By Miya Knights, 27 Sep 2007 at 11:22

South Tyneside and Gateshead has awarded a £23-million, five-year contract to overhaul its education infrastructure as part of the Building Schools for Future (BSF) initiative.

BSF is a £2-billion per annum government programme to renew or rebuild the infrastructure and facilities of every secondary school in the UK over the next 15 years. Information and communications technology (ICT) represents between 10 and 20 per cent of the total value of the investment programme.

The North East region has chosen IT consultancy Morse as the preferred ICT bidder, operating as part of a wider consortium led by support services and construction group, Carillion.

The contract covers the entire infrastructure of the schools in the area, updating existing telecommunications resources and renewing existing PC estates, the option to extend it on similar terms for a further five years.

But Michael Beaumont, ICT adviser for public sector IT body Socitm, who is working with South Tyneside and Gateshead on the BSF project told IT PRO the scope of the contract will cover some new and innovative areas too.

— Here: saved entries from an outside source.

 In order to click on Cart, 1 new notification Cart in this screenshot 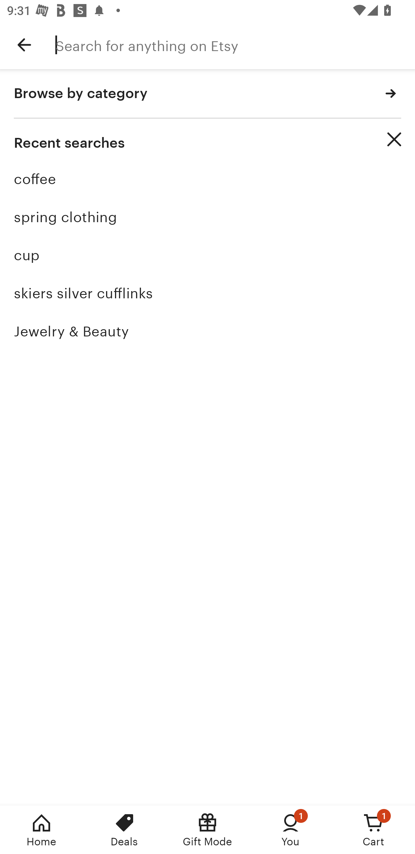, I will do `click(374, 830)`.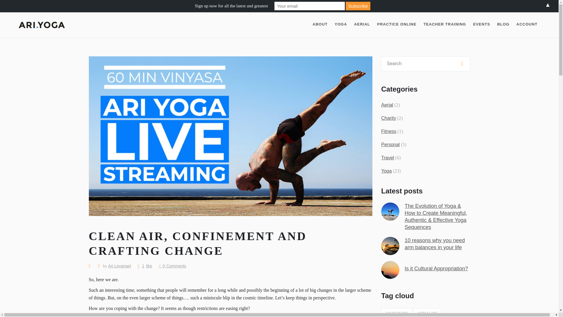 This screenshot has height=317, width=563. What do you see at coordinates (320, 24) in the screenshot?
I see `ABOUT` at bounding box center [320, 24].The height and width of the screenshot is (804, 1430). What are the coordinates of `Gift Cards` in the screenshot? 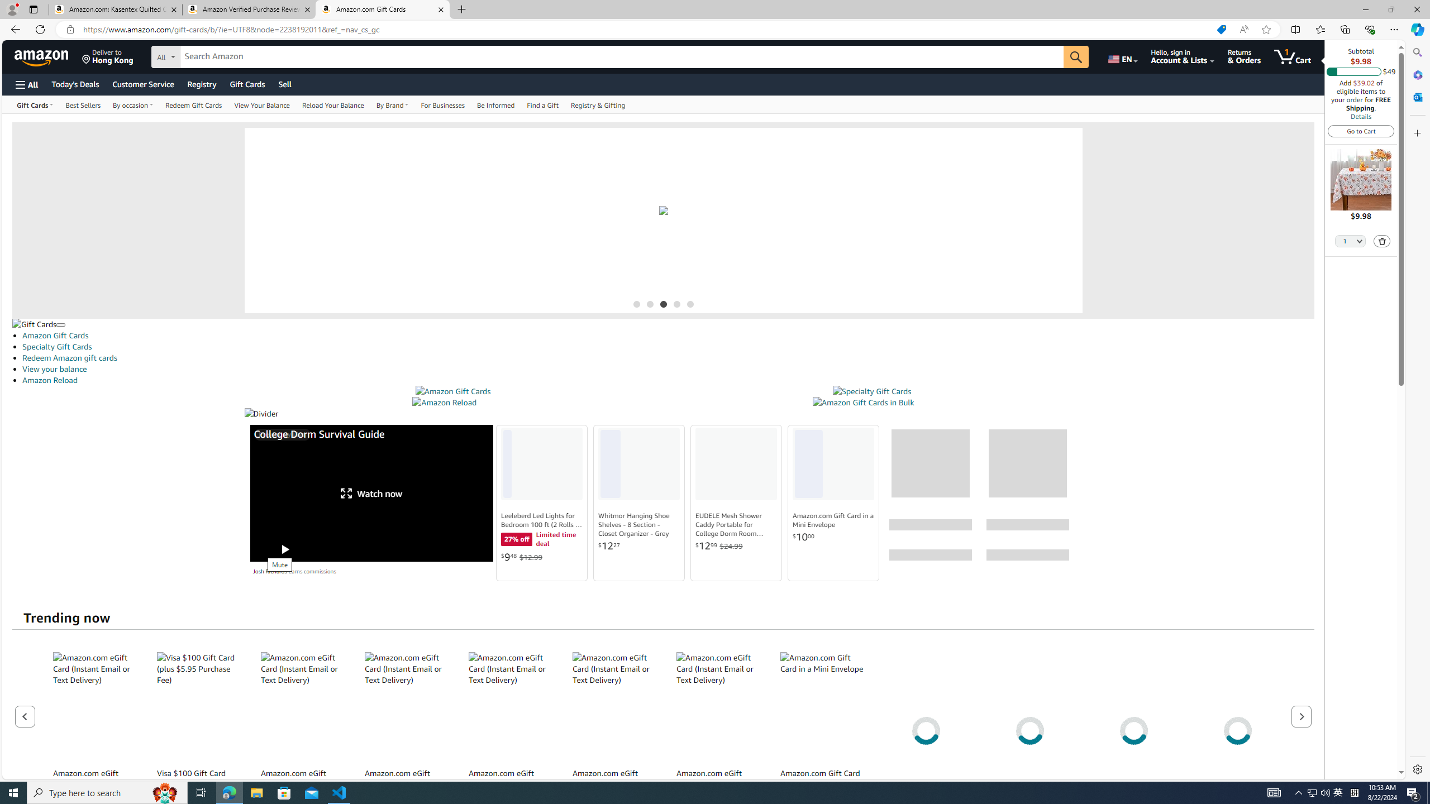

"The contract covers everything basically," he said. "It will be a full managed service, but with an emphasis on facilitating anytime, anywhere access to resources. It is also emphasising the personalisation agenda, where learning can be tailored to suit individual children, as opposed to whole classes of kids."

Children will have access to the latest broadband services and PCs, as well as laptops to take home and use for homework, while specialist software applications will deliver tailored teaching supplements.

Beaumont also said smart cards would be deployed alongside state-of-the-art CCTV technology to increase safety and clamp down on unauthorised access or vandalism.

"These systems can be activated by proximity sensors, so kids could be automatically registered when they come into school during the day or denied access to certain parts of the school until they need it," he said.

He also said the smart cards would be linked across various school functions, to facilitate cashless canteens for example and therefore improve the management information available to administrators to feed back into service improvement.